Terry Hammink used to look only skyward to view rain. Not anymore.
"When I walk around now, I notice all the water moving sideways," said the retired social worker. Now he sees the rest of the story: sheets of rain rolling off roofs, streaming across parking lots, cascading across sidewalks and driveways, gushing down streets to spill into storm drains.
He's one of two dozen volunteers getting a new perspective on water because of classes to become Master Water Stewards, the first program of its kind in Minnesota.

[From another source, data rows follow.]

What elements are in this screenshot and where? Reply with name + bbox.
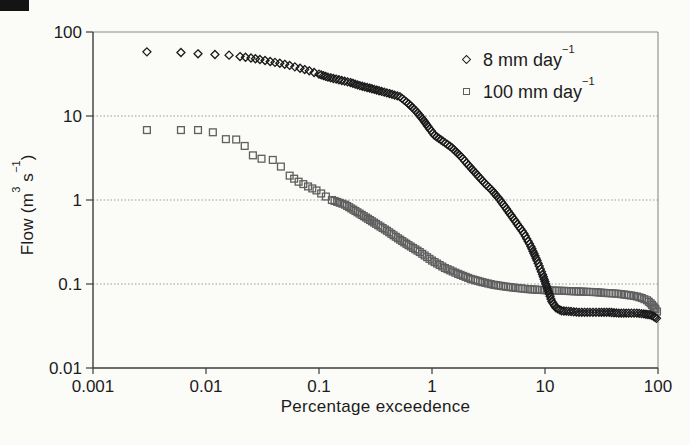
square-marker-icon — [458, 88, 474, 95]
square-marker — [536, 287, 543, 294]
diamond-marker-icon — [458, 56, 474, 63]
x-tick-label: 10 — [536, 377, 555, 396]
square-marker — [233, 136, 240, 143]
square-marker — [241, 143, 248, 150]
x-tick-label: 0.01 — [189, 377, 222, 396]
diamond-marker — [600, 308, 608, 316]
square-marker — [249, 152, 256, 159]
y-tick-label: 0.1 — [58, 275, 82, 294]
y-axis-title: Flow (m3 s−1) — [16, 37, 38, 373]
y-title-superscript: −1 — [10, 160, 22, 173]
square-marker — [570, 288, 577, 295]
diamond-marker — [578, 308, 586, 316]
square-marker — [195, 127, 202, 134]
square-marker — [277, 163, 284, 170]
square-marker — [529, 286, 536, 293]
legend-item-8mm: 8 mm day−1 — [458, 46, 595, 73]
y-title-superscript: 3 — [10, 187, 22, 193]
legend-item-100mm: 100 mm day−1 — [458, 78, 595, 105]
legend-label: 100 mm day−1 — [483, 81, 595, 103]
square-marker — [309, 185, 316, 192]
x-tick-label: 0.1 — [307, 377, 331, 396]
square-marker — [575, 288, 582, 295]
square-marker — [563, 288, 570, 295]
square-marker — [534, 286, 541, 293]
square-marker — [531, 286, 538, 293]
legend: 8 mm day−1 100 mm day−1 — [458, 46, 595, 105]
square-marker — [573, 288, 580, 295]
y-tick-label: 10 — [63, 107, 82, 126]
diamond-marker — [225, 51, 233, 59]
x-axis-title: Percentage exceedence — [93, 397, 658, 417]
diamond-marker — [194, 50, 202, 58]
diamond-marker — [177, 49, 185, 57]
diamond-marker — [583, 308, 591, 316]
diamond-marker — [211, 50, 219, 58]
diamond-marker — [143, 48, 151, 56]
square-marker — [305, 183, 312, 190]
square-marker — [568, 288, 575, 295]
y-tick-label: 100 — [54, 23, 82, 42]
x-tick-label: 100 — [644, 377, 672, 396]
legend-label: 8 mm day−1 — [483, 49, 575, 71]
diamond-marker — [580, 308, 588, 316]
square-marker — [144, 127, 151, 134]
x-tick-label: 0.001 — [72, 377, 115, 396]
x-tick-label: 1 — [427, 377, 436, 396]
y-tick-label: 1 — [73, 191, 82, 210]
square-marker — [566, 288, 573, 295]
square-marker — [178, 127, 185, 134]
flow-duration-figure: 0.0010.010.11101001001010.10.01 Flow (m3… — [0, 0, 690, 445]
square-marker — [300, 181, 307, 188]
square-marker — [209, 129, 216, 136]
y-tick-label: 0.01 — [49, 359, 82, 378]
square-marker — [222, 136, 229, 143]
square-marker — [258, 155, 265, 162]
square-marker — [269, 157, 276, 164]
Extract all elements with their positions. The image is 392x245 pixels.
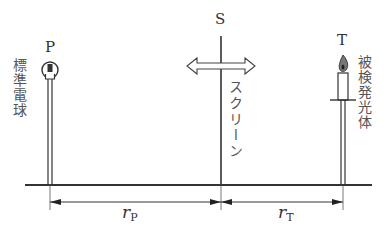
label-rp-symbol: r [122, 202, 130, 222]
label-test-source: 被検発光体 [357, 55, 371, 130]
label-rt-subscript: T [286, 211, 293, 224]
standard-bulb [42, 62, 58, 185]
label-rt: rT [278, 204, 293, 223]
arrowhead-rp-right [210, 199, 221, 205]
label-t: T [337, 33, 347, 48]
wick [342, 65, 345, 70]
candle-body [338, 73, 348, 100]
label-screen: スクリーン [228, 80, 242, 160]
dimension-lines [50, 185, 343, 210]
bulb-socket [46, 74, 55, 79]
label-s: S [215, 12, 225, 27]
label-standard-bulb: 標準電球 [12, 58, 26, 118]
label-rt-symbol: r [278, 202, 286, 222]
screen [187, 36, 255, 185]
label-rp-subscript: P [130, 211, 137, 224]
bulb-filament [48, 64, 53, 72]
arrowhead-rt-right [332, 199, 343, 205]
label-p: P [45, 40, 55, 55]
arrowhead-rp-left [50, 199, 61, 205]
label-rp: rP [122, 204, 138, 223]
photometer-diagram [0, 0, 392, 245]
arrowhead-rt-left [221, 199, 232, 205]
test-source-candle [330, 55, 356, 185]
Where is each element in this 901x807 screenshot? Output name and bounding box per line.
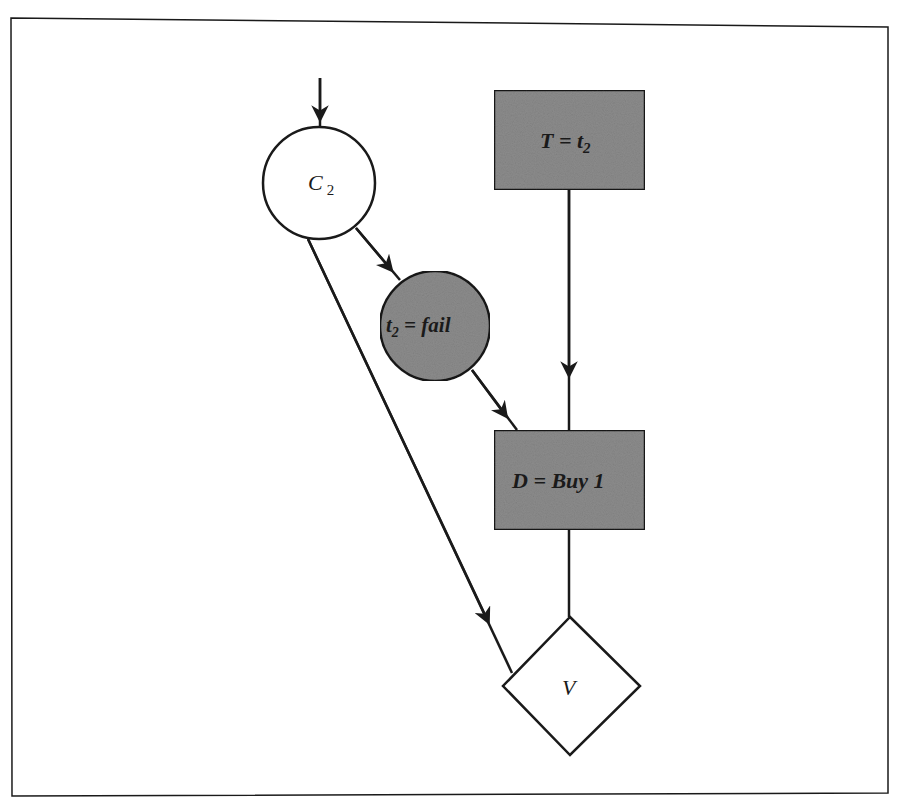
node-d-label: D = Buy 1	[511, 468, 605, 493]
node-t2fail: t2 = fail	[380, 271, 490, 381]
node-v: V	[503, 617, 640, 755]
influence-diagram: C2 T = t2 t2 = fail D = Buy 1 V	[0, 0, 901, 807]
node-t: T = t2	[494, 90, 645, 190]
edge-arrowhead	[356, 228, 388, 266]
diagram-frame	[11, 18, 888, 796]
node-c2: C2	[263, 127, 375, 239]
edge-arrowhead	[472, 370, 503, 412]
node-d: D = Buy 1	[494, 430, 645, 530]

Modeled after the Master Gardener and Master Naturalist programs, it trains and certifies a cadre of people who can advise their neighbors about ways to improve local water quality, one property at a time.
Stormwater runoff carries fertilizer, bacteria, salt, dirt, litter, leaves and other pollutants directly into creeks, lakes and wetlands.

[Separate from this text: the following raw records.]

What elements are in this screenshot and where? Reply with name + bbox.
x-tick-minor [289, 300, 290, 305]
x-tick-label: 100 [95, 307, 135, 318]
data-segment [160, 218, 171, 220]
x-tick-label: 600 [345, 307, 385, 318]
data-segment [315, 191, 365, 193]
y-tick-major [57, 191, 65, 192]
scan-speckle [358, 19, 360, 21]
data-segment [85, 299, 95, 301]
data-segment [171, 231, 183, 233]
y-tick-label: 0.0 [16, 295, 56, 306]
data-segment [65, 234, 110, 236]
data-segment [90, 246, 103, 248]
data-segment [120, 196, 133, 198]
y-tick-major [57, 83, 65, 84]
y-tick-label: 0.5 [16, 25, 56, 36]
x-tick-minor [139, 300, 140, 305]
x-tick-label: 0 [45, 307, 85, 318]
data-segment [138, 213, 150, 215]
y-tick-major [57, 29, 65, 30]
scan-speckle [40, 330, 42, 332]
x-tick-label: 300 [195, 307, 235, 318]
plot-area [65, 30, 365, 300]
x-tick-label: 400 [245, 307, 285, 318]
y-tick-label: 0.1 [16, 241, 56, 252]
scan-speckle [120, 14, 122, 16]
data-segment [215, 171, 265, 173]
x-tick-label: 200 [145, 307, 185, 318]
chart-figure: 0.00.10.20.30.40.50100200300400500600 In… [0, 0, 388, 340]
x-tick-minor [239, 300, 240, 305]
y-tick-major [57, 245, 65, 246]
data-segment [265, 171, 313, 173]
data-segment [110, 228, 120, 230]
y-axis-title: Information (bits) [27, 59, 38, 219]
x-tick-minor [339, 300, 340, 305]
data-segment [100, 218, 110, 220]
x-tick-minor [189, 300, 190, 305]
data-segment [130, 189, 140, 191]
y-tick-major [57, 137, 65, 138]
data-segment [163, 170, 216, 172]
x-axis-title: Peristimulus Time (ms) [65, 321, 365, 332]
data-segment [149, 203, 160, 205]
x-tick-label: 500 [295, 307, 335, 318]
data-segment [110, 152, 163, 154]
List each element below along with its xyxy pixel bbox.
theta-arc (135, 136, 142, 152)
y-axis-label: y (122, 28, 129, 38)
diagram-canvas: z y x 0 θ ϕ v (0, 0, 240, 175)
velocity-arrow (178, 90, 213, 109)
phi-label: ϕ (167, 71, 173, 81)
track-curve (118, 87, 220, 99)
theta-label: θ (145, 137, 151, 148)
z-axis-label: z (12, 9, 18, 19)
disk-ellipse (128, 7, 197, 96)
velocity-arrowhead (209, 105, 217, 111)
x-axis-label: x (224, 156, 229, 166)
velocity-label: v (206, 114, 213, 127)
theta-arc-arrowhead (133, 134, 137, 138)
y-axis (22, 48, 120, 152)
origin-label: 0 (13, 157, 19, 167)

"What I never noticed before is just astounding to me," said Mike McCabe, a retired librarian in the class. "I never stopped to think that the stormwater going into the drain is not getting treated anywhere, and it's going straight from your sidewalk or street or driveway into the lake or into the creek."
Water runoff is "a huge problem, and because [it] comes from everywhere, the solution has to come from everywhere," said Peggy Knapp, director of programs at the nonprofit Freshwater Society near Lake Minnetonka. "What we're trying to do is develop leadership at the neighborhood level and have those leaders reach out to their neighbors."
The Freshwater Society partnered with the Minnehaha Creek Watershed District, which received a $321,000 grant from the Clean Water Legacy Fund to set up a three-year pilot project. Knapp and others consulted with engineers, community organizers and water policy specialists to develop a curriculum. Knapp also drew from Master Water Steward programs in other states, especially in Maryland.